Genetic theater: On the DNA Trail with Silk Road / by Guest User

March 17, 2010
By Bonnie McGrath

The set says science. DNA strands, the deoxyribonucleic acid better known as the building blocks of life, line the back wall of the stage. It is a fitting nod to the concept that undergirds the new Silk Road Theater Project production, "The DNA Trail: A Genealogy of Short Plays about Ancestry, Identity, and Utter Confusion."

Seven playwrights, including Jamil Khoury, founding artistic director of Silk Road, submitted to swabbing a bit of their DNA for a test, the results of which served up new information about who the writers are, genetically and culturally.

The writers then used the results to inspire their pieces, each of them short and often personal. Collectively, the finished product is thought-provoking theater that examines the basic tenets of humanity itself.

Some of the plays are playful and silly. Others, serious and somber. Some border on the absurd and some are very much made up of straight lines right out of a domestic drama or comedy.

In Elizabeth Wong's "Finding Your Inner Zulu," we watch an athletic Chinese girl, a basketball whiz who is fraught with angst because she is too short to go pro and lo and behold, her little sister decides to fiddle around with her genes and try to make her taller.

"Bolt from the Blue" by Shishir Kurup tracks an Indian man whose life is spent communicating online with relatives flung far and wide around the world is left feeling helpless and distraught because a cousin in Scotland is obsessed with suicide.

And in David Henry Hwang's "A Very DNA Reunion," a young man fantasizes about his ancestors, who just happen to be Cleopatra and Genghis Khan, while his parents just want him to grow up.

Khoury's short play ("WASP: White Arab Slovak Pole") has him candidly discussing who he really is in real life. He is Arab and Eastern European, gay and artistic. Explaining it all to the people he runs across is a complicated and even anguish-generating act. Staged by Silk Road, it is also compelling.

This panoply of seven plays by seven playwrights seems perfect for Silk Road. Its mission to showcase playwrights of Asian, Middle Eastern and Mediterranean descent, and the short form allows the playwrights behind "The DNA Trail" to range wide 'globally' to trace out who they and their families are.

All the actors are fantastic, working as an adaptable ensemble that slithers in and out of the pieces as needed, becoming different characters seemingly at the snap of finger and thumb.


TASK ITEM
Repeat every entry word for word, but leave the images out of your copy.

****************

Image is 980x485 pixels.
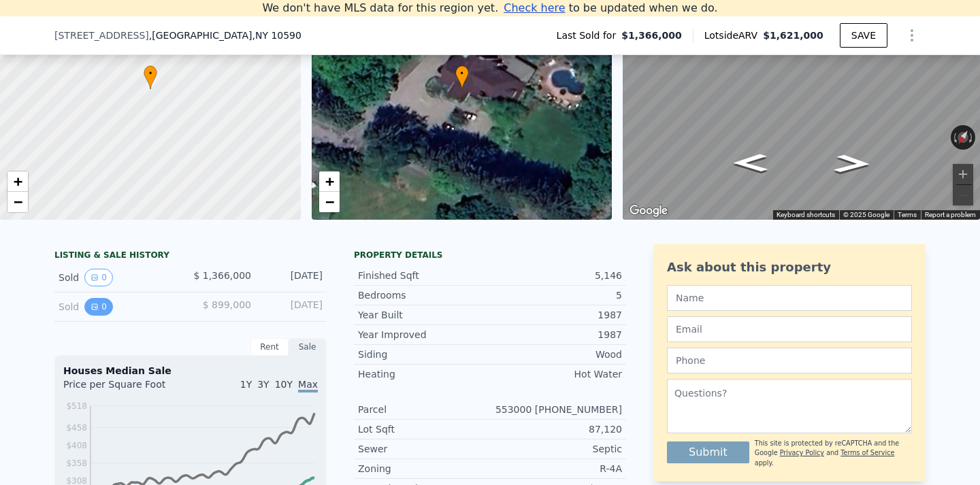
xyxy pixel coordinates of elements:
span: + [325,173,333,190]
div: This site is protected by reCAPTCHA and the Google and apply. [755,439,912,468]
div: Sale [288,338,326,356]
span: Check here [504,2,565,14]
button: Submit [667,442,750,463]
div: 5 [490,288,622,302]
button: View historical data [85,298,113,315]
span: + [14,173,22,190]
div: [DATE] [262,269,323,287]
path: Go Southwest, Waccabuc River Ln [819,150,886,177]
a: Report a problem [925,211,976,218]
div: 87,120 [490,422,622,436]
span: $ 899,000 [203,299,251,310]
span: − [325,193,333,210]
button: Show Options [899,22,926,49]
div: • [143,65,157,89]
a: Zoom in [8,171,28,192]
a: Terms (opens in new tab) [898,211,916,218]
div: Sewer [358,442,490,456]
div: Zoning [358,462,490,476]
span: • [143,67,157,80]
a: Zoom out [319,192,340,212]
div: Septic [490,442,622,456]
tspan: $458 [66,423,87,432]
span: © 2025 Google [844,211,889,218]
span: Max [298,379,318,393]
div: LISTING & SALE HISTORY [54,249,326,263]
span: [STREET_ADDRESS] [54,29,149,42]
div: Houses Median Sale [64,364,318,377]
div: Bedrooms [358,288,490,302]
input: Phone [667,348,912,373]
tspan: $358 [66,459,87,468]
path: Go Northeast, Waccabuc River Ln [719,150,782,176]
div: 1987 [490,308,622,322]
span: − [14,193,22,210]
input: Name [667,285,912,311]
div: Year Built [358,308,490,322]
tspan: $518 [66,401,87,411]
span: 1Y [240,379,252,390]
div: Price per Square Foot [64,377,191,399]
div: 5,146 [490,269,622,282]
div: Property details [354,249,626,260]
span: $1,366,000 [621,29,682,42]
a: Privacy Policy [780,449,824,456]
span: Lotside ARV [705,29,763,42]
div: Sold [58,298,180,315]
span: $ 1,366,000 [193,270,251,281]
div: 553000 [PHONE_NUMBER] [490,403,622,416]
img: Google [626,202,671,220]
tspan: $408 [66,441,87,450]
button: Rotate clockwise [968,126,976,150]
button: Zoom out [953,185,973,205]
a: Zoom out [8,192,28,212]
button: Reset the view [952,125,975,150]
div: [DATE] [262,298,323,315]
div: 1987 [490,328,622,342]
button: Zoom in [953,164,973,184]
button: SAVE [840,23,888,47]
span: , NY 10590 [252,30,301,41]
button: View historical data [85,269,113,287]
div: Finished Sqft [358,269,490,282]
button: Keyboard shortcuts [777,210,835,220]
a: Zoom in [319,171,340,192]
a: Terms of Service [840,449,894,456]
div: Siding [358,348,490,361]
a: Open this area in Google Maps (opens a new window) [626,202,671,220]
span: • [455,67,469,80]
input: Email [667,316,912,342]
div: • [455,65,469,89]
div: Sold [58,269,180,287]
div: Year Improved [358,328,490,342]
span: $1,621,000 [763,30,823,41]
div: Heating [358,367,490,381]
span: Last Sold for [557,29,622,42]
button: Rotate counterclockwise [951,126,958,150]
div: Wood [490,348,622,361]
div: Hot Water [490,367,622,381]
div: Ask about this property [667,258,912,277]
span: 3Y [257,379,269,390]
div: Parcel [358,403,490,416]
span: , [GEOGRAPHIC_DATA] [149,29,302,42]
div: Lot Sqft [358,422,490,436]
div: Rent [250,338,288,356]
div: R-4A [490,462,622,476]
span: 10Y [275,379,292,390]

****************

YOUR RESPONSE
Image is 980x485 pixels.
xyxy pixel coordinates of elements:
span: + [325,173,333,190]
div: This site is protected by reCAPTCHA and the Google and apply. [755,439,912,468]
div: Sale [288,338,326,356]
span: Check here [504,2,565,14]
button: Submit [667,442,750,463]
div: 5 [490,288,622,302]
button: View historical data [85,298,113,315]
span: + [14,173,22,190]
div: [DATE] [262,269,323,287]
path: Go Southwest, Waccabuc River Ln [819,150,886,177]
a: Report a problem [925,211,976,218]
div: 87,120 [490,422,622,436]
span: $ 899,000 [203,299,251,310]
span: − [325,193,333,210]
button: Show Options [899,22,926,49]
div: • [143,65,157,89]
a: Zoom in [8,171,28,192]
a: Terms (opens in new tab) [898,211,916,218]
div: Sewer [358,442,490,456]
div: Zoning [358,462,490,476]
span: • [143,67,157,80]
a: Zoom out [319,192,340,212]
div: Septic [490,442,622,456]
tspan: $458 [66,423,87,432]
span: © 2025 Google [844,211,889,218]
span: Max [298,379,318,393]
div: LISTING & SALE HISTORY [54,249,326,263]
span: [STREET_ADDRESS] [54,29,149,42]
div: Houses Median Sale [64,364,318,377]
div: Bedrooms [358,288,490,302]
input: Phone [667,348,912,373]
tspan: $358 [66,459,87,468]
path: Go Northeast, Waccabuc River Ln [719,150,782,176]
div: 1987 [490,308,622,322]
span: − [14,193,22,210]
input: Name [667,285,912,311]
div: Year Built [358,308,490,322]
tspan: $518 [66,401,87,411]
span: 1Y [240,379,252,390]
div: Price per Square Foot [64,377,191,399]
div: 5,146 [490,269,622,282]
div: Property details [354,249,626,260]
span: $1,366,000 [621,29,682,42]
a: Privacy Policy [780,449,824,456]
span: Lotside ARV [705,29,763,42]
div: Sold [58,298,180,315]
span: $ 1,366,000 [193,270,251,281]
div: 553000 [PHONE_NUMBER] [490,403,622,416]
img: Google [626,202,671,220]
tspan: $408 [66,441,87,450]
button: Rotate clockwise [968,126,976,150]
button: Zoom out [953,185,973,205]
a: Zoom out [8,192,28,212]
button: Reset the view [952,125,975,150]
div: [DATE] [262,298,323,315]
div: 1987 [490,328,622,342]
button: Zoom in [953,164,973,184]
button: SAVE [840,23,888,47]
span: , NY 10590 [252,30,301,41]
button: View historical data [85,269,113,287]
div: Finished Sqft [358,269,490,282]
button: Keyboard shortcuts [777,210,835,220]
a: Zoom in [319,171,340,192]
a: Terms of Service [840,449,894,456]
div: Siding [358,348,490,361]
a: Open this area in Google Maps (opens a new window) [626,202,671,220]
span: • [455,67,469,80]
input: Email [667,316,912,342]
div: • [455,65,469,89]
div: Sold [58,269,180,287]
div: Year Improved [358,328,490,342]
span: $1,621,000 [763,30,823,41]
div: Heating [358,367,490,381]
span: Last Sold for [557,29,622,42]
button: Rotate counterclockwise [951,126,958,150]
div: Wood [490,348,622,361]
div: Hot Water [490,367,622,381]
div: Ask about this property [667,258,912,277]
span: 3Y [257,379,269,390]
div: Parcel [358,403,490,416]
span: , [GEOGRAPHIC_DATA] [149,29,302,42]
div: Lot Sqft [358,422,490,436]
div: Rent [250,338,288,356]
div: R-4A [490,462,622,476]
span: 10Y [275,379,292,390]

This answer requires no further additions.